Remember when Zito used to pitch at AT&T Park and each of his starts would inevitably end with him being booed off the field? It became as trendy to scorn Zito at a Giants game as Tommy Lasorda, Johnny LeMaster and the Crazy Crab.

Now Giants fans are suddenly standing and cheering for Zito and with good reason. They applauded him as he returned from the mound to the dugout in the fifth, sixth and seventh innings.

Why? Why not? The $126 million man gave up only two hits on Sunday and, for the first time since the first month in his three-year career with the Giants, he has allowed only three runs in three consecutive starts.
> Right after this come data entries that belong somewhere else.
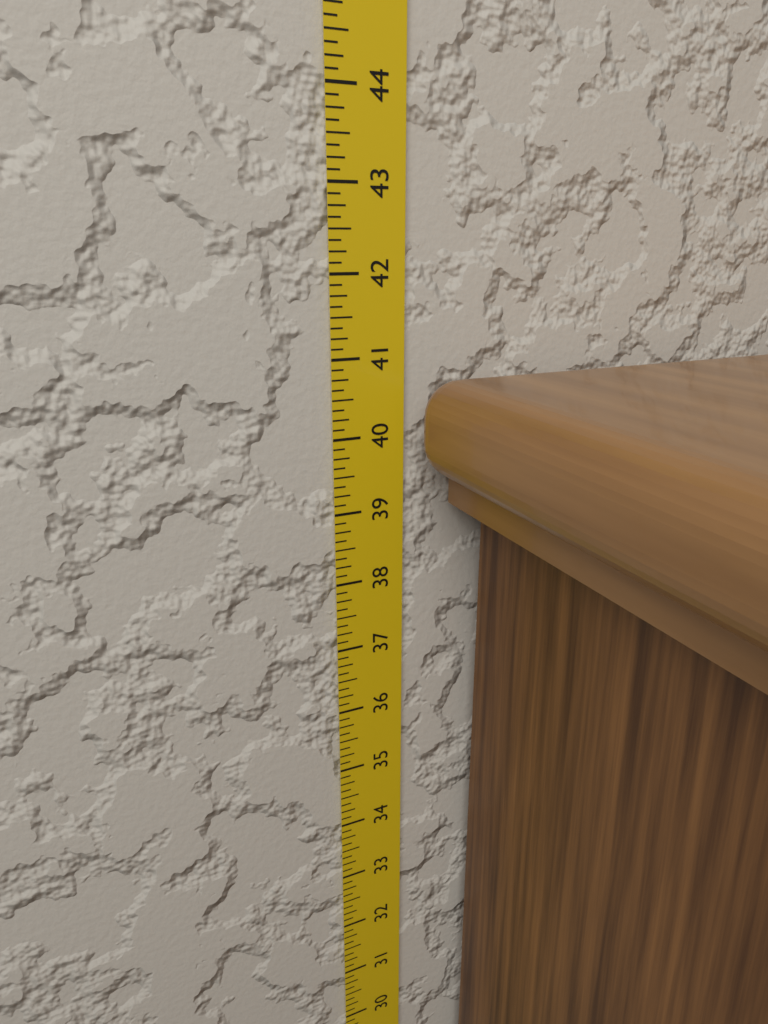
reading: 40.750 in
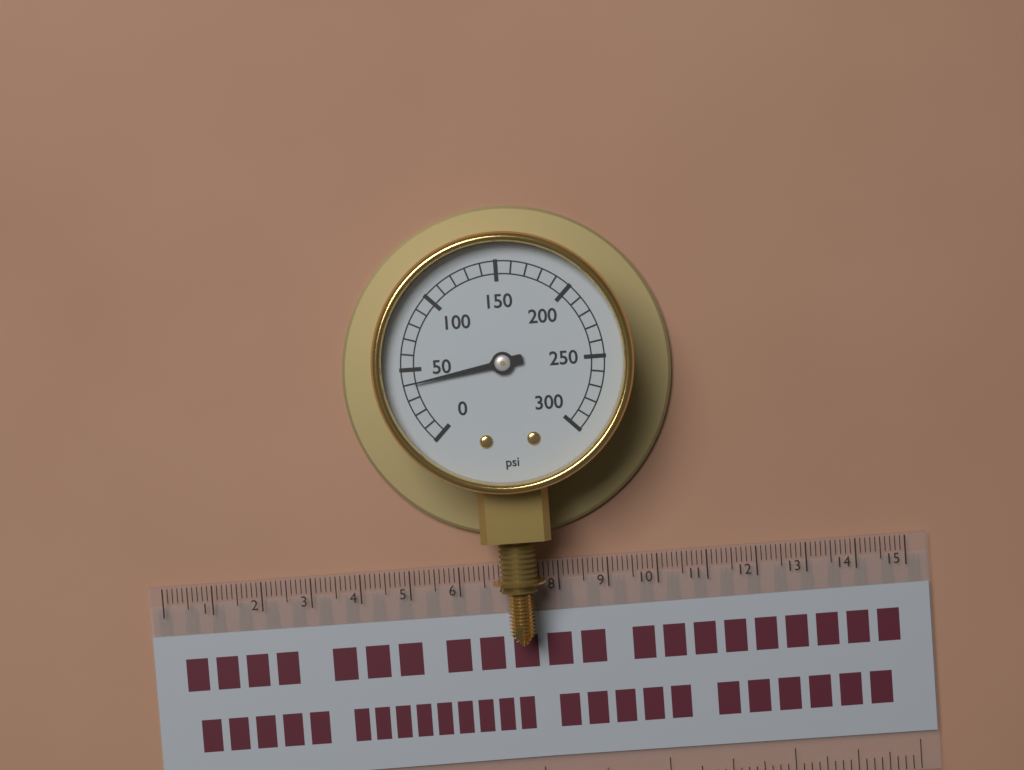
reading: 40 psi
Zito hasn’t done that at home that since May 17-June 16, 2006 when he gave up only three runs in as many consecutive starts for the A’s in the Oakland Coliseum.

It is too early to proclaim that Zito is back – he needs more qualify starts against quality teams -- but this signals significant progress.

In his first two seasons at AT&T Park, Zito’s earned run average was 5.01 in home games. However, dating back to last year,  his last six starts at AT&T Park Zito’s ERA is 2.13. He has logged 42.1 innings, giving up only 25 hits and 10 earned runs with a strikeout-to-walk ratio of better than 2-to-1 (31-14).

OK, so Zito hasn’t recorded a victory this season. The Giants have scored only six runs in five starting assignments this season and he’s had three straight no-decisions.

So what’s up with Zito and his new zenith?  It’s not the catcher. Much was made of the fact that Pablo Sandoval had become Zito’s “personal” catcher his two previous starts. But, with Sandoval nursing a slight groin injury and Bengie Molina given a day off, Steve Holm was Zito’s catcher on Sunday and Zito responded with seven shutout innings, lowering his ERA this season (which at one point was 10) to 3.99, the first time Zito’s ERA has been under 4.00 since June 4, 2007.

Zito said there’s no magic formula for this transformation. It’s all in his head. He’s just being “more relentless” in  concentrating better and focusing pitch to pitch. Basically, he’s blocking out all the bullshit that’s been swirling around for his first two years with the Giants. He said, as a veteran pitcher, one can “rediscover yourself.”

“We never like to tie our value as a person and as a human being to our performance on the field, but it’s kind of hard not to,” Zito said. “The media has flurries and things are written and fans are saying (uncomplimentary) things so it’s hard to stay strong. But I think, in the end, adversity always makes you stronger. That’s something I’ve put behind me.”

Now all Zito needs to do is keep it there.

“I feel better at the beginning of this season than I ever have,” he said.

Location, location, location.

1 Comments:

Blogger sanfrandan said...

Interesting take that I have not seen elsewhere!

But worrisome to me. Maybe I should leave Marin and try to find my mojo!